Writing about the Solicitor General’s brief in this case in September, Harvard labor law scholars Sharon Block and Ben Sachs were concerned about the way that “the Administration denigrates [the] right to act outside the traditional union context, calling it ‘residual,’ and suggest[ing] that the court might leave only the ‘core’ protection for unionization and collective bargaining.” In that article, Block and Sachs provided several examples of workers engaging in concerted activities outside the union context, such as workers in Lakewood, Washington, who created a YouTube video about toxin exposure their workplace, or workers in Sante Fe, New Mexico, who engaged a community organization to help fight against deep wage cuts. However, commenting on the Epic Systems decision after it was issued, Block and Sachs argued that the ruling “does limited damage to section 7 of the NLRA.” This was surprising, since Gorsuch’s decision would seem to exclude from protection both examples that Block and Sachs were concerned about in September.
Epic Systems is part of a one-two punch against unions and workers’ rights this Supreme Court term. Janus v. AFSCME, a case bankrolled by anti-union advocacy groups, will decide whether public sector employees can opt out of paying their unions for the representation they receive. Gorsuch will be the deciding vote in Janus, no doubt, as the Court split 4–4 on a similar case following Justice Scalia’s death, and few expect him to side with labor. While Epic Systems denies workers freedom of association in pursuing justice, the anticipated majority in Janus is expected to rely on First Amendment arguments to allow workers to jilt their unions. Therefore, Janus is expected to be a major blow to the membership and finances of already weakened unions. In ostensibly protecting the individual rights of the few workers represented by the union who may not wish to pay any fees, Janus will make it immeasurably more difficult for the majority of workers to join together to form a union.

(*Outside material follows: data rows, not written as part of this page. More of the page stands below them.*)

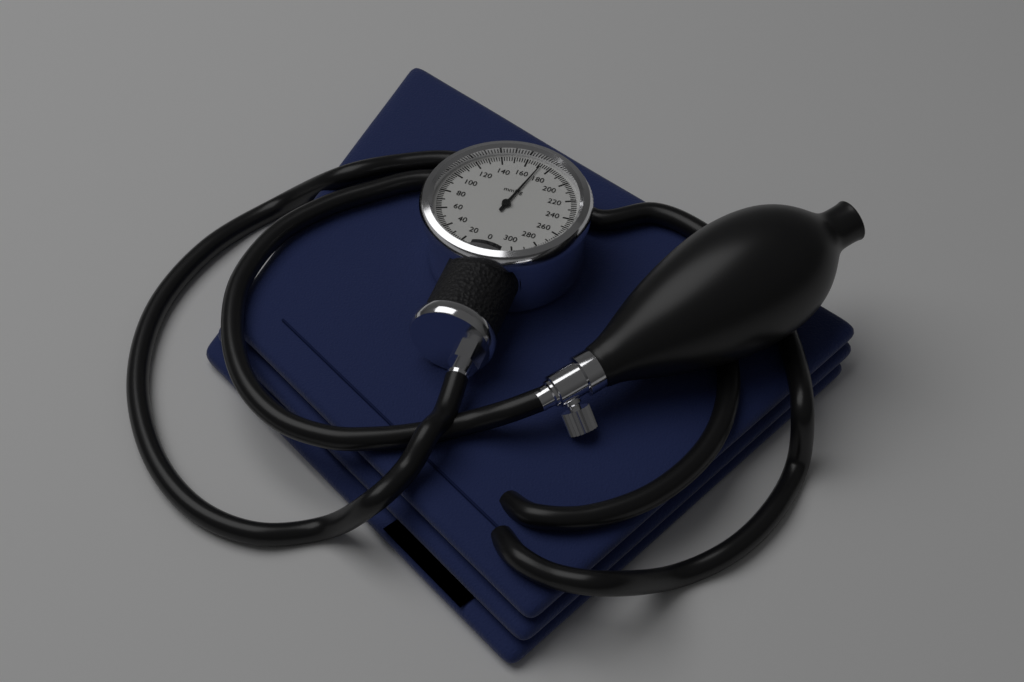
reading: 172 mmHg
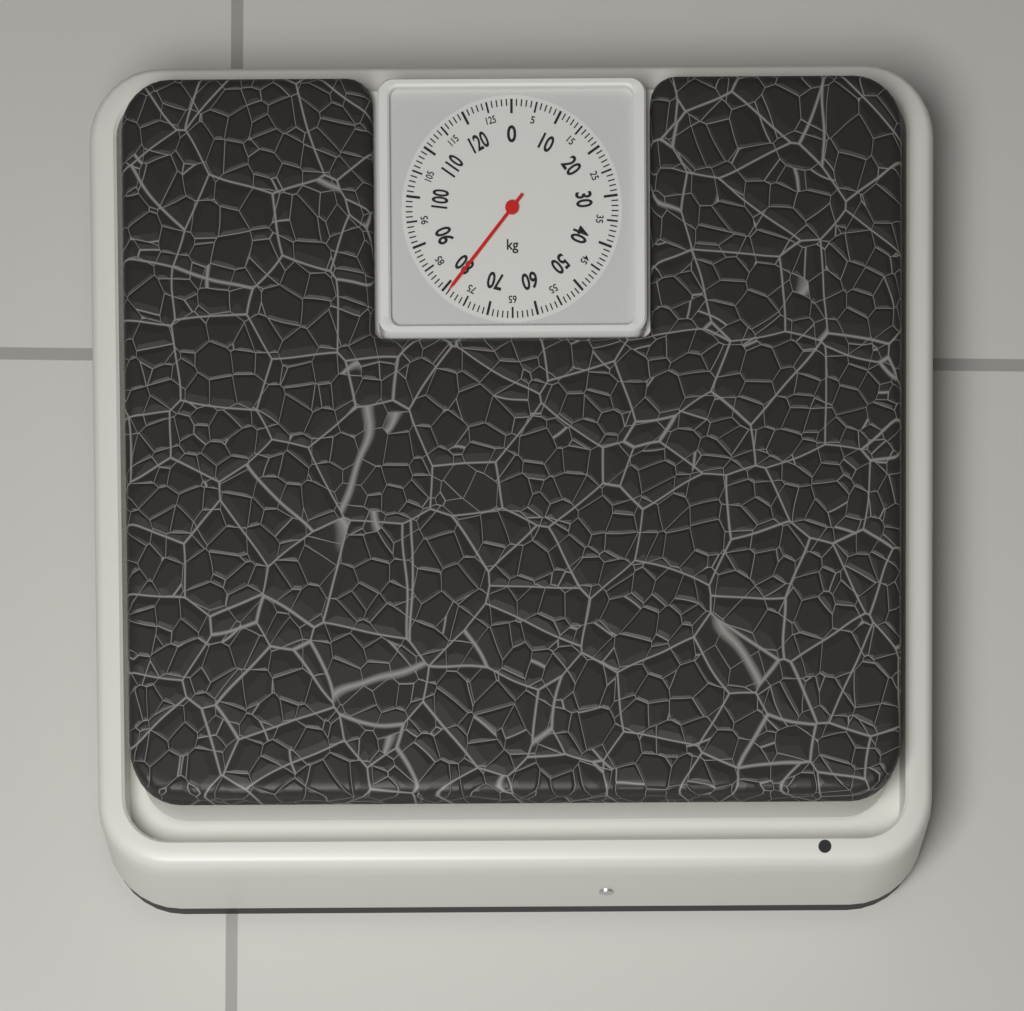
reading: 79 kg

This may be, in fact, the crowning jewel of a decades’ long conservative legal project to weaken not only unions, but progressives in general. As the New York Times has reported, billionaires and their foundations have poured millions into discrediting and weakening unions. It may be the issue that most unites conservatives of different stripes—not because unions raise wages and reduce racial disparities (though they do), but because of unions’ crucial role in boosting Democratic voter participation. As Sean McElwee reported in The Nation, a recent National Bureau of Economic Research paper found that states that went “right-to-work” experienced a 3.5 percentage point drop off in votes for Democratic presidential candidates. Taken together, the Epic Systems ruling released this week and the expected Janus decision will mark perhaps the greatest attack to working people’s collective rights and political power that the nation has ever seen.
[Moshe Z. Marvit, an employment discrimination and labor attorney, worked at the National Labor Relations Board and was an editor at the Employee Rights and Employment Policy Journal.]
[Leo Gertner is a labor and employment lawyer in Washington, D.C., who previously worked as a grievance representative for janitors in Boston.]